In order to ensure differentiability the minimum is calculated using the following function:

\[ s = \frac{\beta}{ \log \sum_i \exp\left( \frac{\beta}{s_i} \right) } \]

where \(\beta\) is a user specified parameter.

This input is used rather than a separate MINDIST colvar so that the same routine and the same input style can be used to calculate minimum coordinatetion numbers (see COORDINATIONNUMBER), minimum angles (see ANGLES) and many other variables.
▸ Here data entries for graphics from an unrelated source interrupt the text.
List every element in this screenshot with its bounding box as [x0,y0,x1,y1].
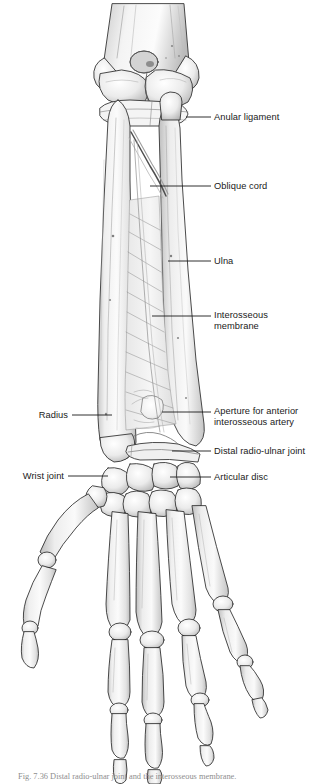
thumb-proximal-phalanx [23,566,56,626]
radial-head [160,92,182,120]
label-aperture-anterior-interosseous-artery: Aperture for anterior interosseous arter… [214,406,298,429]
middle-phalanx-2 [111,714,129,758]
metacarpal-3 [136,512,162,638]
label-distal-radio-ulnar-joint: Distal radio-ulnar joint [214,446,305,457]
label-ulna: Ulna [214,256,233,267]
metacarpal-4 [166,510,196,626]
distal-phalanx-4 [200,746,214,766]
metacarpal-2 [106,512,130,630]
proximal-phalanx-2 [108,640,130,708]
metacarpal-5 [192,506,228,604]
middle-phalanx-5 [240,666,264,701]
thumb-distal-phalanx [21,632,38,668]
forearm-skeleton-illustration [0,0,331,784]
label-articular-disc: Articular disc [214,472,268,483]
label-radius: Radius [28,410,68,421]
label-anular-ligament: Anular ligament [214,112,279,123]
proximal-phalanx-5 [218,610,248,662]
middle-phalanx-3 [145,724,163,768]
carpal-bones [86,462,202,517]
figure-canvas: Anular ligamentOblique cordUlnaInterosse… [0,0,331,784]
label-wrist-joint: Wrist joint [22,471,64,482]
proximal-phalanx-4 [182,636,206,700]
figure-caption: Fig. 7.36 Distal radio-ulnar joint and t… [18,771,318,784]
thumb-mcp-joint [38,552,56,568]
label-interosseous-membrane: Interosseous membrane [214,310,268,333]
middle-phalanx-4 [194,704,213,745]
distal-phalanx-5 [252,698,268,718]
label-oblique-cord: Oblique cord [214,181,267,192]
proximal-phalanx-3 [142,648,164,718]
This new way of calculating mindist is part of plumed 2's multicolvar functionality. These special actions allow you to calculate multiple functions of a distribution of simple collective variables. As an example you can calculate the number of distances less than 1.0, the minimum distance, the number of distances more than 2.0 and the number of distances between 1.0 and 2.0 by using the following command:

DISTANCES ...
 GROUPA=1-10 GROUPB=11-20 
 LESS_THAN={RATIONAL R_0=1.0} 
 MORE_THAN={RATIONAL R_0=2.0} 
 BETWEEN={GAUSSIAN LOWER=1.0 UPPER=2.0} 
 MIN={BETA=500.}
... DISTANCES
PRINT ARG=d1.less_than,d1.more_than,d1.between,d1.min FILE=colvar STRIDE=10

(see DISTANCES and PRINT)

A calculation performed this way is fast because the expensive part of the calculation - the calculation of all the distances - is only done once per step. Furthermore, it can be made faster by using the TOL keyword to discard those distance that make only a small contributions to the final values together with the NL_STRIDE keyword, which ensures that the distances that make only a small contribution to the final values aren't calculated at every step.